Shigeru Aoki

Shigeru Aoki (Japanese青木 繁; * 1882 in Kurume, Kyushu, † 1911 in Fukuoka, Kyushu ) was a Japanese painter.

Biography

Aoki Shigeru was interested very early for the Western modern painting and the resulting developed Western-influenced art direction Yōga. He left his family at 17 and went to Tokyo to study painting. He worked with Koyama Shotaro together, a pupil of the Italian painter Antonio Fontanesi, which at the Kobu Bijutsu Gakko (Technical Art School Tokyo ) taught, and then went to Kuroda Seiki at the Tōkyō Bijutsu Gakko, the Tokyo Art College, now the Tokyo National University of Fine Arts and Music. Aoki completed his training in 1904, after he was able to exhibit his paintings as a student, together with the group of artists founded in 1896 Hakubakai to Kuroda.
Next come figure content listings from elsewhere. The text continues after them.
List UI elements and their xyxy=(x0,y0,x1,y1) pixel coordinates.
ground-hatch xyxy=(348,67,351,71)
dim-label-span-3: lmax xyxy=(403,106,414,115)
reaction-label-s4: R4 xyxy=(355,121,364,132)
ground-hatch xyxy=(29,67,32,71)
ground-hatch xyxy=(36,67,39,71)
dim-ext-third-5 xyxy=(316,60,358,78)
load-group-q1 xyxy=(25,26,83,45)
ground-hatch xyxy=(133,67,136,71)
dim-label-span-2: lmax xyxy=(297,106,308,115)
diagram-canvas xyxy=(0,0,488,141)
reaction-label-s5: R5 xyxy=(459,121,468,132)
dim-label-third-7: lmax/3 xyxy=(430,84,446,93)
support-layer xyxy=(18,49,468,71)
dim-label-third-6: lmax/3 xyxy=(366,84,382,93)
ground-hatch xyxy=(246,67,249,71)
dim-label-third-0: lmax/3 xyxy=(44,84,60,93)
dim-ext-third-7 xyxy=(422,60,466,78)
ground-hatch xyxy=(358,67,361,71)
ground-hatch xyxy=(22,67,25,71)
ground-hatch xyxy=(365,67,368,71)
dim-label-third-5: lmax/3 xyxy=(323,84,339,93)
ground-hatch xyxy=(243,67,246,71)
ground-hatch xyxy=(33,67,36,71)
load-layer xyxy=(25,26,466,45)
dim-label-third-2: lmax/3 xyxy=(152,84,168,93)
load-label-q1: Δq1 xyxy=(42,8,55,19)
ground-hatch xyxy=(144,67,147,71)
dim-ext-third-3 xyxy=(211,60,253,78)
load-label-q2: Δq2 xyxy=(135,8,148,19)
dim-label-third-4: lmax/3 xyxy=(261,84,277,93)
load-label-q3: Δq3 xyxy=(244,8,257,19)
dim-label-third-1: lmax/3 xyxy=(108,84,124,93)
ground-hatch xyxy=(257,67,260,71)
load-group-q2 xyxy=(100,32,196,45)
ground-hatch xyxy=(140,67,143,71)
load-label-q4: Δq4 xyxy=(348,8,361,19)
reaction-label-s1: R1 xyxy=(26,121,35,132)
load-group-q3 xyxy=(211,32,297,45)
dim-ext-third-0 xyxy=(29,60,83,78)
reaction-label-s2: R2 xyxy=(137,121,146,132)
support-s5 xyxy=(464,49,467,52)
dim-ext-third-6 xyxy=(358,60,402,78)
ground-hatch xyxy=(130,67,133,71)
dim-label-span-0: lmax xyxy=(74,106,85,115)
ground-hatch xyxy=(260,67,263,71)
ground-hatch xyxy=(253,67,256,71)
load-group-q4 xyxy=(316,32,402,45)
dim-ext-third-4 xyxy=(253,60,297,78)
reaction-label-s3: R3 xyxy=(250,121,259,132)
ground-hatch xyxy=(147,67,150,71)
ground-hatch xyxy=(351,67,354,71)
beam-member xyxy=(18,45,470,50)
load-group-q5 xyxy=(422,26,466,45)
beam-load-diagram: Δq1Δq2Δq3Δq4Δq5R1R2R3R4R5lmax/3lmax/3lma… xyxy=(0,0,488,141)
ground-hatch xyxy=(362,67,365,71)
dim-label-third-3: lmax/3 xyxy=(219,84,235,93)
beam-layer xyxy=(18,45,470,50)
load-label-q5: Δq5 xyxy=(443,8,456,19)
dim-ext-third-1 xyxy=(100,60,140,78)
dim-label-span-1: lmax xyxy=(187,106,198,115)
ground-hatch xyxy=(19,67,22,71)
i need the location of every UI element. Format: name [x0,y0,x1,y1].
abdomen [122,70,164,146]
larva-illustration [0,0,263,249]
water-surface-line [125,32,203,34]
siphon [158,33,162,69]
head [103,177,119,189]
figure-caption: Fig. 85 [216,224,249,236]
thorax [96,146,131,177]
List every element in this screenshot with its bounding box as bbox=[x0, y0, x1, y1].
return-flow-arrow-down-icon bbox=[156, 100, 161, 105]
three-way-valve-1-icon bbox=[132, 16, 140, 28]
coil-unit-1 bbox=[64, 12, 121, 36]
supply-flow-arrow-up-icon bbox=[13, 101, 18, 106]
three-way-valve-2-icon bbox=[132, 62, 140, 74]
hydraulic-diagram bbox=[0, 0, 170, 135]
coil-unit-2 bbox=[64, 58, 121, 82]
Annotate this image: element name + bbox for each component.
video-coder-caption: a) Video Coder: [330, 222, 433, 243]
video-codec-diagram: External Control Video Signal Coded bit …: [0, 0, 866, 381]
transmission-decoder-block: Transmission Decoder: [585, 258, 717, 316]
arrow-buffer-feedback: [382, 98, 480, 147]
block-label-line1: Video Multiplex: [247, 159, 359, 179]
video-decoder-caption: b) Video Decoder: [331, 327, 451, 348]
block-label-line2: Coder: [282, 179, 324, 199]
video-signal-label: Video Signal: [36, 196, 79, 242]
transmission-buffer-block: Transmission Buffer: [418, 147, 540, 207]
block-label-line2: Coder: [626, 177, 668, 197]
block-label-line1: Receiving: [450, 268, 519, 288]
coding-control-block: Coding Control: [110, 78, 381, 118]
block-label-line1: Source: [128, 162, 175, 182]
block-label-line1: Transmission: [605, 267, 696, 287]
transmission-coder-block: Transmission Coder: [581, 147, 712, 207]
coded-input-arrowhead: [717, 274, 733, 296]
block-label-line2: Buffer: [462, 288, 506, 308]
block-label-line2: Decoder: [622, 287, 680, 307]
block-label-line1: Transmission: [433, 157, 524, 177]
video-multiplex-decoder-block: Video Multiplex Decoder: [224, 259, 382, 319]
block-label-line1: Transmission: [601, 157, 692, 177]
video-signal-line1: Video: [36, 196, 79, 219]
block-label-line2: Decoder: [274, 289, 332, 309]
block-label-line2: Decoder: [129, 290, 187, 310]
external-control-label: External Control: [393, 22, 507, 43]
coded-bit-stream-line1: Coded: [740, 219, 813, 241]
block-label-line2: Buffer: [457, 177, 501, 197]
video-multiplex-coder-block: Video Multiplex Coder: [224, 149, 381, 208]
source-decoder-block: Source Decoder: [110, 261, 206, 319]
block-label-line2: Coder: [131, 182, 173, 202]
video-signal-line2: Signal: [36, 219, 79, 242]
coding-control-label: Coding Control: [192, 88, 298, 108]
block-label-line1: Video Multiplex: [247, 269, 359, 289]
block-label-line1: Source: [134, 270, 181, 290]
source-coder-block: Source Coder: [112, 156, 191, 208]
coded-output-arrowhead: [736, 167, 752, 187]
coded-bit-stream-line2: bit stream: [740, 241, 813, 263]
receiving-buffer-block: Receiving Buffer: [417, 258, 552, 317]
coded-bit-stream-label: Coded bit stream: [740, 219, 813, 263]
In addition to painting, Aoki concentrated on literature and unteressierte mainly for Japanese, Indian and European- Christian mythology. About this preference he came to a romantic -influenced style of painting and some of his best known paintings presented history paintings of mythological content dar. These included Tenpyo Era and Harvest of the Sea, both in 1904 emerged and today hang in Tokyo, Bridgestone Museum of Art. Also Ōnamuchi no Mikoto (1905 ) and Palace under the Sea ( 1907) can be seen in this museum and based on mythological content from the Kojiki. For his friend, poet Kanbara Ariake Aoki also could paint some book illustrations, he also painted regularly Sea and coastal landscapes on the coast north of Tokyo.

Aoki Shigeru left Tokyo and returned to Kyushu, where he largely isolated from social life. At only 29, he died in 1911 from pulmonary tuberculosis, and his pictures came up after the second world war into oblivion.